US PGA 2025: Scottie Scheffler mimics Tiger Woods with victory


While Rory McIlroy’s win at the Masters was an emotional outpouring as a result of his 11-year major drought and career Grand Slam, Scheffler’s win on Sunday felt close to the opposite.

McIlroy’s Masters Sunday was a rollercoaster of highs and lows. Scheffler’s US PGA Sunday felt like an inexorable journey towards the inevitable.

That said, he was by his standards all over the place on the front nine. The control and measure we have come to associate with the world number one were rarely seen; but for a hot putter, it would have been even worse.

But no-one in golf – and few across all sports – are as mentally strong or as adept at bouncing back as Scheffler.

His bogey on the ninth meant he and a charging Jon Rahm were tied on nine under. Normal humans would likely have panicked and crumbled.

Scheffler responded by birdieing the 10th.

It was one of the six times at Quail Hollow that he followed a bogey with an immediate bounce-back birdie.

It felt like a key moment, and so it proved. Scheffler was suddenly imperious, picking up further strokes with ridiculous ease at the 14th and 15th.

The chasing Rahm faltered, bringing to mind the travails of Ernie Els, Phil Mickelson and Vijay Singh as they desperately tried to reel in Tiger Woods in his pomp.

He has a long way to go to match Woods in every sense, but there is no doubt Scheffler is the closest thing in mentality and competitive nature we have seen since the 15-time major champion’s peak years.

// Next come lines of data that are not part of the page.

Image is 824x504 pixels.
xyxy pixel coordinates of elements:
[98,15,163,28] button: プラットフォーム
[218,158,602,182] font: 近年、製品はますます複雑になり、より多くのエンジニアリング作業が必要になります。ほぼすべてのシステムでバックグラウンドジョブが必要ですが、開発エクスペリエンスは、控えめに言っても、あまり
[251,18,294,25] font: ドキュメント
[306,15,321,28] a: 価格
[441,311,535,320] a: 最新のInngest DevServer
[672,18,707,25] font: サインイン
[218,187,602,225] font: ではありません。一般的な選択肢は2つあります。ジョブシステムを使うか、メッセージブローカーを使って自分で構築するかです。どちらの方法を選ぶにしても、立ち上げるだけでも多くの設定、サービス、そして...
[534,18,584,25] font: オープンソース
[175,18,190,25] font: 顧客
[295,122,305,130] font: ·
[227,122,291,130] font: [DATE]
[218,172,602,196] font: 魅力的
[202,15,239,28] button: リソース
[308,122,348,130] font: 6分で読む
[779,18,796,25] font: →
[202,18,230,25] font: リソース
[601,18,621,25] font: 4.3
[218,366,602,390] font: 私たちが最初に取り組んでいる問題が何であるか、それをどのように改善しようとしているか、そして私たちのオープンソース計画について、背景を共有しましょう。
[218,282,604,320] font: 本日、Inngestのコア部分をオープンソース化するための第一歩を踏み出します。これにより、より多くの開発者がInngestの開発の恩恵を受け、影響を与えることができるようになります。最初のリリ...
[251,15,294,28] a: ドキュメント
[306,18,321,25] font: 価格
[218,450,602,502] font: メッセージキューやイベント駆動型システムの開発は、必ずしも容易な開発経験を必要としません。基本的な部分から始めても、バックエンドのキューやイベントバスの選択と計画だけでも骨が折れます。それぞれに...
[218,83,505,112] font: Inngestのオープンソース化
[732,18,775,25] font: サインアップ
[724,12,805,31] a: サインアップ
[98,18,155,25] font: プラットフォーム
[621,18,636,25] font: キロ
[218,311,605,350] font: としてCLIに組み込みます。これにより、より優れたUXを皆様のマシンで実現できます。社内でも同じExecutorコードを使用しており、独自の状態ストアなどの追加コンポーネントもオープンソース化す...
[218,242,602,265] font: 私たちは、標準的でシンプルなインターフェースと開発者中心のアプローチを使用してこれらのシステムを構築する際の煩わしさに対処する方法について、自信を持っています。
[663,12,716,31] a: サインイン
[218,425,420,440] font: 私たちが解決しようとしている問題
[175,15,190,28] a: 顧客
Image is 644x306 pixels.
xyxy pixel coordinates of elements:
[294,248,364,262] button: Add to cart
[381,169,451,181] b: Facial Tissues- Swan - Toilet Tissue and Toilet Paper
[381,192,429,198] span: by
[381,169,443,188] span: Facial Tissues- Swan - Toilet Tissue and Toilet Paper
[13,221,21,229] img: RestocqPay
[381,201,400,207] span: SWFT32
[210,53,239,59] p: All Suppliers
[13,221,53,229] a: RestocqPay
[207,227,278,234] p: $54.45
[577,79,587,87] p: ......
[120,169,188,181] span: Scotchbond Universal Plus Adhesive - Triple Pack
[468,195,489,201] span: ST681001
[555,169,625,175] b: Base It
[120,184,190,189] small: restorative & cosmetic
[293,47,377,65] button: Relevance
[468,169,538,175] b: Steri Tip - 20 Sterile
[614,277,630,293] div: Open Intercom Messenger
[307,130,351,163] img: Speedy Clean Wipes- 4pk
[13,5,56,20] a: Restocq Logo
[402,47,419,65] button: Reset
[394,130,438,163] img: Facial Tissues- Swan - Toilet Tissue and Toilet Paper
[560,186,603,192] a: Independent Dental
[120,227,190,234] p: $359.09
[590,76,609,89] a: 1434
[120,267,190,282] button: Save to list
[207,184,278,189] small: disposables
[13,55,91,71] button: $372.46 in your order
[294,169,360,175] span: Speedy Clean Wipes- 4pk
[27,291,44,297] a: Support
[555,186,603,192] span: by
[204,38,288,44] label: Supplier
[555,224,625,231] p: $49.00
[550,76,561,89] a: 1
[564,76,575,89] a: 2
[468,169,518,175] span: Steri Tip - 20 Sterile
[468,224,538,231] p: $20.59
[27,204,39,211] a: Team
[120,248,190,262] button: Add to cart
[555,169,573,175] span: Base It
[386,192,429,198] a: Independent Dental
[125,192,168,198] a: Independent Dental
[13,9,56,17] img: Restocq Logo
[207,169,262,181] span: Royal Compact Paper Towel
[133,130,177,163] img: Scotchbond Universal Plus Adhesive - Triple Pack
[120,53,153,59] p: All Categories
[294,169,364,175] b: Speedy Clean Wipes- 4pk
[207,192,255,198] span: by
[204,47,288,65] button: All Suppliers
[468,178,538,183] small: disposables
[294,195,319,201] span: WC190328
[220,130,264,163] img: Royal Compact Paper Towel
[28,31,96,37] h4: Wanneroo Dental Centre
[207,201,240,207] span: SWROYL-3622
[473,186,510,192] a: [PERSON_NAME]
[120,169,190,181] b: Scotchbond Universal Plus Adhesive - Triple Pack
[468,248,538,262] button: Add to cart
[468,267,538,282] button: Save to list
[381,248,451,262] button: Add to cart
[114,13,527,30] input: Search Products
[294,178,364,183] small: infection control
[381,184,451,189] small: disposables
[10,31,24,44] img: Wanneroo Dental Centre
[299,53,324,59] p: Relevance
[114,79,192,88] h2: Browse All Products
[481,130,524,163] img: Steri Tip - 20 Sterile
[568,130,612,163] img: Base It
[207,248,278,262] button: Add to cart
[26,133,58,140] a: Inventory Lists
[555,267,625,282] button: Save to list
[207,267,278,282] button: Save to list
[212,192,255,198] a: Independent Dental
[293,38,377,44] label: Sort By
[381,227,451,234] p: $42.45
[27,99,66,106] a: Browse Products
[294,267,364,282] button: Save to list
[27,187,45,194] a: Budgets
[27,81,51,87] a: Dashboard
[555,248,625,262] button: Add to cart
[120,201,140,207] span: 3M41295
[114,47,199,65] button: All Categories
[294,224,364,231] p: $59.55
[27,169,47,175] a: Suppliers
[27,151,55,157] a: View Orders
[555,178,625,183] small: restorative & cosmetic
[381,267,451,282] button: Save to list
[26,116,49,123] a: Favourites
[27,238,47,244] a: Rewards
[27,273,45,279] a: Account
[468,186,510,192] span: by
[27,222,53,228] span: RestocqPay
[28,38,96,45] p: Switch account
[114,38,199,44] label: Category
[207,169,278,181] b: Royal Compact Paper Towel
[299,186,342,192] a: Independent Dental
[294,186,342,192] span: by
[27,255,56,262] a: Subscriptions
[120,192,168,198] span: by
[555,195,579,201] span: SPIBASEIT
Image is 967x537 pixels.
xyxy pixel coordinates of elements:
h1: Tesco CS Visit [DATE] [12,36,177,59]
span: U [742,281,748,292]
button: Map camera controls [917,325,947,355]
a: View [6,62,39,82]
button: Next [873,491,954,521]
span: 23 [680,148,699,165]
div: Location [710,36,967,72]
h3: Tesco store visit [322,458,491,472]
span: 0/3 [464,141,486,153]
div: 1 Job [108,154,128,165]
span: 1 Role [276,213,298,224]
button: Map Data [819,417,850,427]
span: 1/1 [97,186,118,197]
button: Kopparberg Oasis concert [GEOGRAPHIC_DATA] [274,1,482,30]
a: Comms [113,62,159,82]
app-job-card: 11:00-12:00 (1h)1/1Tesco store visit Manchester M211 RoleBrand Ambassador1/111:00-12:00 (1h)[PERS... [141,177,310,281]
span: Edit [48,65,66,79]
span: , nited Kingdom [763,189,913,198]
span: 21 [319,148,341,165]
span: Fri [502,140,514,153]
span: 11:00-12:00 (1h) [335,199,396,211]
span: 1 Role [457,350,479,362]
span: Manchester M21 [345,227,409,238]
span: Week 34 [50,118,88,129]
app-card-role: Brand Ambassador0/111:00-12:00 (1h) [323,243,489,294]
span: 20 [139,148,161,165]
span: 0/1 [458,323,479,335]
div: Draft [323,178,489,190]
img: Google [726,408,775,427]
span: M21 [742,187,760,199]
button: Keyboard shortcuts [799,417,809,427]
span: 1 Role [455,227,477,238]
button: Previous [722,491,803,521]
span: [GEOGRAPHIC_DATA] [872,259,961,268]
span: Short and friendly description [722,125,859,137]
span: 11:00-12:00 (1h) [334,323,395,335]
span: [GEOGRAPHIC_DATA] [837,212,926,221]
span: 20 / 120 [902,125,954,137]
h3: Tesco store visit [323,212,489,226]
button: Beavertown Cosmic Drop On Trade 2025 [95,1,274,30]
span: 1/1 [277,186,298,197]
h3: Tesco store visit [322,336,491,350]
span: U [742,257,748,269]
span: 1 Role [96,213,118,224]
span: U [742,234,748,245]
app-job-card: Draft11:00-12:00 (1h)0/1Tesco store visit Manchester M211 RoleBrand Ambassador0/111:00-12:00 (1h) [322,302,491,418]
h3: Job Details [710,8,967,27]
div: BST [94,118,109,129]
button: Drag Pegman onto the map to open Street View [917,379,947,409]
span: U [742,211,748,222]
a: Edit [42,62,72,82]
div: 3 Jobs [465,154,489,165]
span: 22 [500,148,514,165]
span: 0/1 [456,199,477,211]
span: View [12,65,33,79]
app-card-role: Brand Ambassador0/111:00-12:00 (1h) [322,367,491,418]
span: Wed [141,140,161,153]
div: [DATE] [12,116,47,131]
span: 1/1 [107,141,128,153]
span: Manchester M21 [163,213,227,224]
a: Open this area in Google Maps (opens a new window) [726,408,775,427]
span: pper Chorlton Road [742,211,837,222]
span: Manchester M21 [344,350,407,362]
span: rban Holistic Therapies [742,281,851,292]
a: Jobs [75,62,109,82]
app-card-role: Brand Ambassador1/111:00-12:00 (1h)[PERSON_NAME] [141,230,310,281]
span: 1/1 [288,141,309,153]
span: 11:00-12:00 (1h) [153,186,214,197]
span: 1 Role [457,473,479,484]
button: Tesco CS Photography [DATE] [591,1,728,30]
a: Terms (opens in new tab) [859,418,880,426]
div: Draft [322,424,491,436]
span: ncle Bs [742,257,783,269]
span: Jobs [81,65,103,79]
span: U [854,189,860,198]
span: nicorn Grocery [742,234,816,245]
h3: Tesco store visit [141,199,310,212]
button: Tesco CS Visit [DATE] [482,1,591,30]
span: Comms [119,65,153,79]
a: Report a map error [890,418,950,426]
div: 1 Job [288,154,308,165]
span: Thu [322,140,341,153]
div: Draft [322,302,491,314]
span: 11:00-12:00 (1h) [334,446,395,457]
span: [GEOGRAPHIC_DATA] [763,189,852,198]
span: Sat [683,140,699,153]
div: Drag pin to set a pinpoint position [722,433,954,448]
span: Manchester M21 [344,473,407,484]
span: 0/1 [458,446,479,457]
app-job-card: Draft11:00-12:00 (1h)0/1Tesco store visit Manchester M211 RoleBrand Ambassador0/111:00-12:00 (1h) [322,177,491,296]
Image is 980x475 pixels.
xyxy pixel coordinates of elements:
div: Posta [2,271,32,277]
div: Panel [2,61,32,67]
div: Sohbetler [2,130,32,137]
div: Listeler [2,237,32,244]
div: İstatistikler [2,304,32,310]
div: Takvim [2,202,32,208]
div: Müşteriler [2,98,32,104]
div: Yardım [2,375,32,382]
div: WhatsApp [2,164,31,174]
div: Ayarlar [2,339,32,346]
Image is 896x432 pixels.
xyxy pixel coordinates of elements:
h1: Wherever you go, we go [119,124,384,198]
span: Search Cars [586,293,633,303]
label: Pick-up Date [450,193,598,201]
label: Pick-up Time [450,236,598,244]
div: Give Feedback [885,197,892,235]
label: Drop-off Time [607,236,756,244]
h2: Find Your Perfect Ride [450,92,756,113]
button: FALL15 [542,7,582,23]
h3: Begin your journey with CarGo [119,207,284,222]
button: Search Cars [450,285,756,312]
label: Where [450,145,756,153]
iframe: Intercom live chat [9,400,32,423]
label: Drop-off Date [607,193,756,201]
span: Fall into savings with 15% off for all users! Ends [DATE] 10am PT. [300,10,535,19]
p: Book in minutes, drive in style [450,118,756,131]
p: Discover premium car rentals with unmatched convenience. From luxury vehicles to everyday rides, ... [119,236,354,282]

That was illustrated equally as well 12 months ago, even though he did not win the US PGA.

Shortly before the second round in Kentucky, Scheffler was arrested on his way into the tournament as he tried to avoid heavy traffic caused by an earlier unrelated accident in which a male pedestrian died.

The picture of him in an orange prison jumpsuit went viral but he still made his tee time and, despite a minimal warm-up and with his mind surely scrambled, shot a scarcely believable five under par on day two.

His weekend challenge faltered but he still remarkably finished eighth. From mugshot and jail cell to a top-10 finish in a major within 54 hours.

A year to the day of his arrest, Scheffler demolished Quail Hollow’s infamous three-hole stretch from the 16th that is dubbed The Green Mile, named in honour of Stephen King’s prison novel that later became a movie.

He was five under from the 14th to the 18th and that detached him from the pack, giving him the cushion that meant his scrappy front nine on Sunday was not terminal.

It may well not have been lost on him that a year on from his own jail saga, it was down The Green Mile that he took charge of the US PGA.